It is to be observed, too, that it is entirely in behalf of the more showy kind of knowledge, that the mistake is made. The respected name of reason is given exclusively to logic and demonstrating. Good sense, good feeling, just instinct, if they stand alone, have no claim to it; they are put on an inferior footing; true, they are intuition; but what then? they are not reason.
Now, the century introduced by Locke is accused by the present, and it is generally admitted, with some degree of justice, of having “materialistic” tendencies. We may see, then, how Locke’s doctrine, as just described, founded though it is only on nomenclature, hinging merely on definition, incurring whatever wrongness it implicates from no other lapse than that of confounding a word with its derivative, doing nothing, in short, but annul the difference of meaning between the two words, reason and reasoning; we may see how this apparently harmless experiment might tend to supplying these materialistic tendencies with a ground, a rationale, a principle, and thus to exalt their authority, and how, indeed! it just smacks of their spirit.
It may be seen, too, how, from a few slips, such as this on the part of the champion of the “new philosophy,” competing schools of the present age might be able to make up a case, specious enough to gain the acquiescence of a portion of the public against both—with how great futility, I believe, would appear, if the accusations were weighed by a competent tribunal.
And, finally, it might be expected, that the undue exaltation of the demonstrative department of reason, should issue in a reaction into a contrary extreme, and that some Mr. Carlyle might be found to inveigh against “logic,” to sneer at “analysis,” to denounce “cause and effect philosophy” and to praise “mysticism.”
I have already assumed that the third test that I promised, goes against Locke, and requires no examination, simply because he has not advanced it in his behalf. He has assigned no ground for changing the meaning of the word reason, and it is presumable that none is assignable.

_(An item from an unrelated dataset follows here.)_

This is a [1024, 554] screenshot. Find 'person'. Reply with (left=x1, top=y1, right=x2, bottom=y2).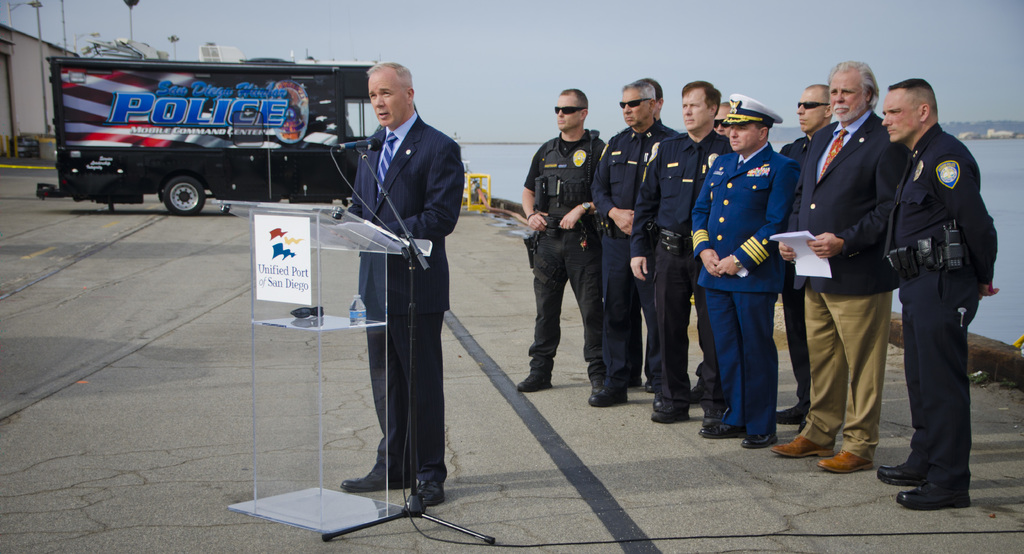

The question, What is the Criterion of Truth?—that is, What are the proper means of distinguishing whether anything that is asserted to be true is so or not? claims immediate notice, because such a criterion exists, and the new philosophy necessarily appeals to it when it comes before the public, while it has shown with what effect it can do so, in the case of those of its branches—namely, the purely material and the mathematical, that flourish in society.
Premising that it is a way of certifying truth that has been immemorially used by mankind in their daily affairs, and which they have always, to some extent, instinctively transferred to their judgments in philosophy, and that it is the only possible general and summary criterion of truth, I may describe it as consisting in the unanimous assent to some idea or assertion of all who are thought competent to pronounce concerning it.
Viewed in connection with the thing it verifies, and the parties who use it, the criterion may be thus represented: Any idea, assertion, or opinion, must, by any inquirer, be found true, when he perceives it to be such as would be unanimously assented to by all presumably competent judges of the kind of truth to which it refers.